Boogaloo: The Quintessence Of American Popular Music
In Boogaloo: The Quintessence of American Popular Music, Arthur Kempton attempts an ambitious and stylish history of what he terms “Aframerican” music — from gospel to soul and rap, from Thomas Dorsey to Curtis Mayfield and Tupac Shakur. The results are impressively idiosyncratic, and more than a little frustrating.
“I am my book’s only original source,” Kempton notes up front, by which he means that every fact in Boogaloo has been “plundered” from other books. This isn’t necessarily a problem. But it does mean that the success of Kempton’s book depends upon how engagingly he revisits well-known tales — and upon whatever he can provide in the way of fresh critical insight.
On the narrative front, Kempton’s effectiveness is hit-and-miss. His detailing of the final days of Memphis’ Stax records reads too much like the sour, years-long financial deal that period was. On the other hand, his recounting of Sam Cooke’s rise from gospel circuit to pop stardom and early death is a vivid recounting of an important tale. Then again, you might as well just read for yourself the book Kempton read, Daniel Wolff’s indispensable You Send Me.
As for critical insights, Kempton does have a real knack for locating widespread human tendencies within the details of individual experience, and for expressing them aphoristically. He notes of an about-to-crossover Mahalia Jackson in the late 1940s that she “was on the verge of being noticed by people who mistook for a discovery something they had overlooked.” Evaluating the commercial and aesthetic instincts of Specialty Records chief Art Rupe, Kempton concludes that Rupe frequently confused “what [he] knew for everything [he] needed to know.”
But when Kempton strays beyond such human-scale observations to posit an overriding thesis, he’s less successful. Kempton juxtaposes the sayings and actions of Motown founder Berry Gordy, for instance, with quotations from Iceberg Slim (the pimp persona of writer Robert Beck). He later does the same with rapper Tupac Shakur and thuggish impresario Suge Knight. In contrast to these “player” types, Kempton places assimilation-minded figures such as Cooke, gospel pioneer Thomas Dorsey, and producer-cum-fashion-mogul Russell Simmons.
“The romance of pimping,” Kempton argues, “is as much an article of faith among members of the unassimilable caste as the efficacy of hard work, education and a correct appearance is for strivers.” This too is a keen observation. Yet in arguing the point, Kempton frequently overlooks that his subjects, like all humans, have a vexing tendency to live lives that contradict such limiting categories.
Worse, Boogaloo neglects what ostensibly inspired it in the first place: the music. We’re far more likely to hear about personal rivalries and business dealings than about records or performances.
For instance, when Kempton discusses Temptations lead singer David Ruffin, he recounts the tawdriness of Ruffin’s death by crack, as well as how some mourners acted the fool at his funeral. What he doesn’t offer is anything about Ruffin’s singing; we don’t even get so much as the title of one of his hits.
If Kempton had paused, even for just a paragraph, to listen closely to Ruffin sing, say, “My Whole World Ended (The Day You Stopped Loving Me)”, his debut solo single, it might have revealed more of “the quintessence of American popular music” than all this book’s fascination with behind-the-scenes pimping and striving ever could.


* Exercise objective *
An exact copy of every entry is needed, without any of the pictures.
┌────────
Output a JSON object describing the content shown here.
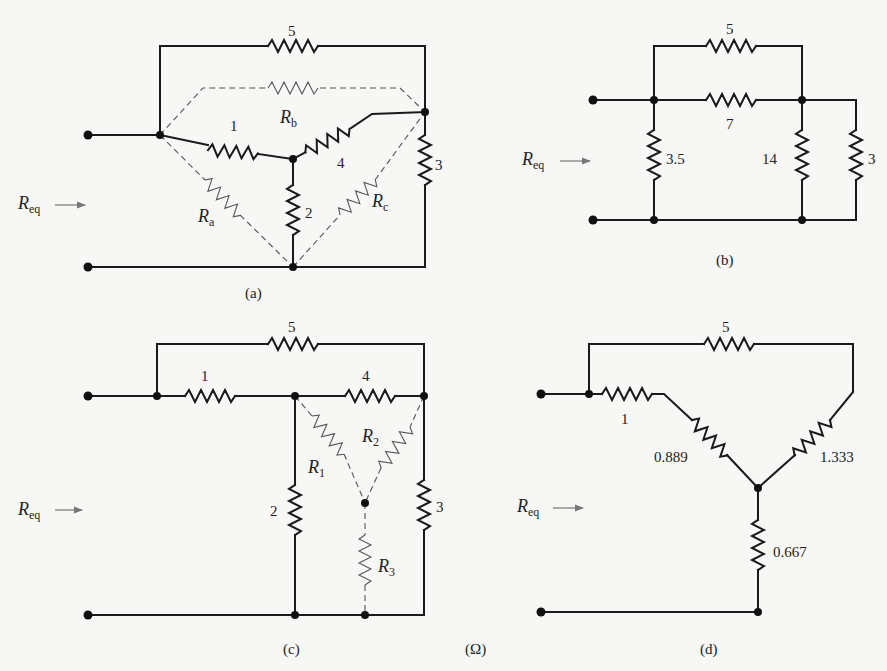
{
  "figure": {
    "unit_label": "(Ω)",
    "req_label": "R",
    "req_sub": "eq",
    "panels": {
      "a": {
        "caption": "(a)",
        "resistors": {
          "top": "5",
          "left_mid": "1",
          "right_mid": "4",
          "center_vertical": "2",
          "right_vertical": "3"
        },
        "delta_labels": {
          "Rb": "R",
          "Rb_sub": "b",
          "Ra": "R",
          "Ra_sub": "a",
          "Rc": "R",
          "Rc_sub": "c"
        }
      },
      "b": {
        "caption": "(b)",
        "resistors": {
          "top": "5",
          "middle": "7",
          "left_vertical": "3.5",
          "center_vertical": "14",
          "right_vertical": "3"
        }
      },
      "c": {
        "caption": "(c)",
        "resistors": {
          "top": "5",
          "left_series": "1",
          "right_series": "4",
          "left_vertical": "2",
          "right_vertical": "3"
        },
        "wye_labels": {
          "R1": "R",
          "R1_sub": "1",
          "R2": "R",
          "R2_sub": "2",
          "R3": "R",
          "R3_sub": "3"
        }
      },
      "d": {
        "caption": "(d)",
        "resistors": {
          "top": "5",
          "left_series": "1",
          "left_diag": "0.889",
          "right_diag": "1.333",
          "bottom_vertical": "0.667"
        }
      }
    }
  }
}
└────────
* Exercise solution *
Output a JSON object describing the content shown here.
{
  "figure": {
    "unit_label": "(Ω)",
    "req_label": "R",
    "req_sub": "eq",
    "panels": {
      "a": {
        "caption": "(a)",
        "resistors": {
          "top": "5",
          "left_mid": "1",
          "right_mid": "4",
          "center_vertical": "2",
          "right_vertical": "3"
        },
        "delta_labels": {
          "Rb": "R",
          "Rb_sub": "b",
          "Ra": "R",
          "Ra_sub": "a",
          "Rc": "R",
          "Rc_sub": "c"
        }
      },
      "b": {
        "caption": "(b)",
        "resistors": {
          "top": "5",
          "middle": "7",
          "left_vertical": "3.5",
          "center_vertical": "14",
          "right_vertical": "3"
        }
      },
      "c": {
        "caption": "(c)",
        "resistors": {
          "top": "5",
          "left_series": "1",
          "right_series": "4",
          "left_vertical": "2",
          "right_vertical": "3"
        },
        "wye_labels": {
          "R1": "R",
          "R1_sub": "1",
          "R2": "R",
          "R2_sub": "2",
          "R3": "R",
          "R3_sub": "3"
        }
      },
      "d": {
        "caption": "(d)",
        "resistors": {
          "top": "5",
          "left_series": "1",
          "left_diag": "0.889",
          "right_diag": "1.333",
          "bottom_vertical": "0.667"
        }
      }
    }
  }
}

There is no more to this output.